§ **Measuring device readout data**:
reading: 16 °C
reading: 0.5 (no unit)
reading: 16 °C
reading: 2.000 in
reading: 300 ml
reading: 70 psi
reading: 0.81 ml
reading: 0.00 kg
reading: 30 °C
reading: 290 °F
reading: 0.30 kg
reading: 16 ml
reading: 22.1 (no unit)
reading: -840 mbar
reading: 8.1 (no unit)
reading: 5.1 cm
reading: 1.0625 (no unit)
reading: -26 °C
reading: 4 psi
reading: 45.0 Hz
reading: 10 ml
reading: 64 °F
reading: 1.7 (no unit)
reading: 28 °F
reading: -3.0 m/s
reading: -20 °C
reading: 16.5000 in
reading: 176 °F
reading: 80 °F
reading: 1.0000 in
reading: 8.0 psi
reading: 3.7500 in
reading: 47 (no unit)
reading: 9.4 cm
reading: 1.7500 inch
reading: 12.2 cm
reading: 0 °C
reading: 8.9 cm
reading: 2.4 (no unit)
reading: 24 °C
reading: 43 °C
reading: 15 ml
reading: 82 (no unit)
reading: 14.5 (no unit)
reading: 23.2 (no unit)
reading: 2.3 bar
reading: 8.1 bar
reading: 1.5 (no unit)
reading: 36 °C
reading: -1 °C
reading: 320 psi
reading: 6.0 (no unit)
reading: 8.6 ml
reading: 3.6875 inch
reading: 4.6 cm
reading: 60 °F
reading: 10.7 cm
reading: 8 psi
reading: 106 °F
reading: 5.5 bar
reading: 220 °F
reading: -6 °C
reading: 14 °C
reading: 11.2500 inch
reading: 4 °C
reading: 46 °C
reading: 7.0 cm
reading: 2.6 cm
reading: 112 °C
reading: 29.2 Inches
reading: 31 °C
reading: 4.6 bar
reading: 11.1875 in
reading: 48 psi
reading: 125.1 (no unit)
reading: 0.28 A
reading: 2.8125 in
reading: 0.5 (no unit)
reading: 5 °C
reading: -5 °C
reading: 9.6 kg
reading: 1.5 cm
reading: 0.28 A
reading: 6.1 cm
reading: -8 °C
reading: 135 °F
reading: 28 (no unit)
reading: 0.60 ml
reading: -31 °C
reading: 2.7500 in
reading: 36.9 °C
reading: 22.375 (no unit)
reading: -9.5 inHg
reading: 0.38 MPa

§ **The problem**:
Produce only the lines from the line containing "reading: 0.30 kg" through the line containing "reading: -20 °C", inclusive of both, exactly as they stand in the entries above.

§ **Output of the exercise**:
reading: 0.30 kg
reading: 16 ml
reading: 22.1 (no unit)
reading: -840 mbar
reading: 8.1 (no unit)
reading: 5.1 cm
reading: 1.0625 (no unit)
reading: -26 °C
reading: 4 psi
reading: 45.0 Hz
reading: 10 ml
reading: 64 °F
reading: 1.7 (no unit)
reading: 28 °F
reading: -3.0 m/s
reading: -20 °C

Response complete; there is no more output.